Sunday, January 6, 2013

Why mindful exercise is essential for lasting weight loss


Following a diet will help you lose weight and following a diet plus engaging in intense exercise will help accelerate the proccess.

But...

Unless we really tune into our bodies as the truth telling miracles that they are, we cannot keep weight off in the long run without following a rigid and externally driven weight loss plan. And most people can't live rigidly for very long and often propel themselves in the opposite direction of said rigidity once off a strict program. The good old pendulum swings in extreme directions.

Yes it does feel good to lose weight but it feels even worse than before to gain back hard earned weight loss. That's why I imploring you to adopt a weight loss paradigm that involves mindful exercise.

Engaging in mindful exercise will help keep us in the present moment. When we live in the present and don't let ourselves dissociate or what many refer to as 'fall asleep at the wheel', it's much harder to fall back into negative coping strategies.
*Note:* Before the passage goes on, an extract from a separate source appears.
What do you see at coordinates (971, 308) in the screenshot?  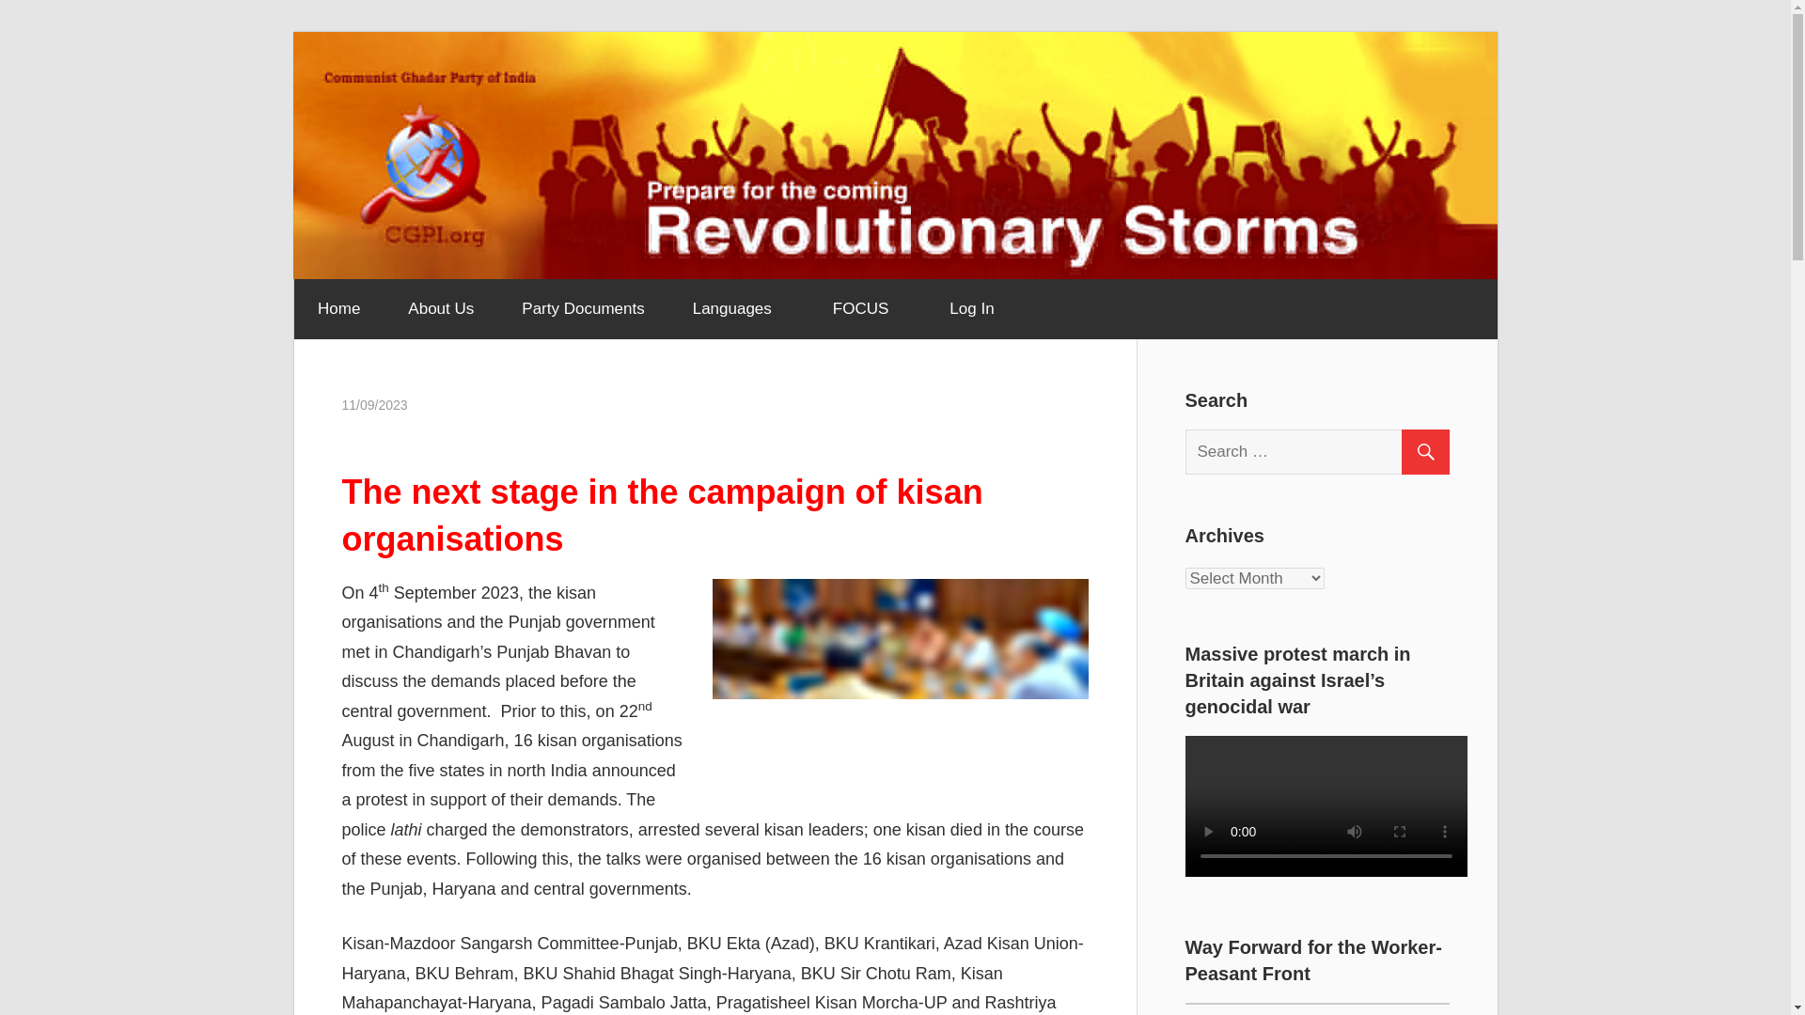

And overeating and letting go of self-care is often the first sign of dissociation. If we commit to regular mindful exercise, we get several wake up calls in a week that will help us tune into our bodies and, as a result, tune into how we are feeling, our stress levels, our fears, anger or pain.

The definition of mindful exercise to me is much more broad than many people might agree with. Currently, most people consider mindful exercise to be things like yoga or pilates. But for me, mindful exercise is anything that requires us to pay attention to what our bodies are doing is a very specific way and tune into what muscles are doing the work. It requires mindfulness in our movement patterns and most often, repatterning of unhealthy movement patterns that keep our bodies stuck in improper alignment and sometimes subsequent pain or tension.

There are so many options outside the yoga and pilates arena that are now available. Most personal trainers provide mindful exercise is they are asking us to tune in, slow down and think about how we are doing something.

So if you're not a pilates or yoga type, you can engage in mindful exercise with weightlifting, running, cycling depending on how mindful the coach is encouraging you to be.

Our bodies tell us what we really need all the time we are awake. They tell us when we need to eat, when we are full, when we need to rest or sleep and when we need to burn off stress. We just get so caught up in living busy lives or convince ourselves we need to run around like chickens with our head's cut off that we don't stop and listen. And maybe many of us don't want to listen because then we would have to change something about the way we are living.

Like most people, I battle with letting stress get the best of me. I have very intelligent ways or coping strategies that let me tune out sometimes but I turn to different strategies to become conscious again so that I don't stay asleep for too long.

For me, mindful movement can be a focused strength workout, a fast paced interval based run, yoga, or simply sitting still to meditate. It takes work to stay on a path of staying awake. But if you're trying to lose weight and want to find a new way that will help you keep weight off, the only way is being more mindful and a great in road towards this in mindful movement.

1 comment:

  1. Mindful exercise is best to avoid possible exercise injuries caused by overdoing the same regimen that can cause too much stress for the body in the long run. Thank you for this well-written article.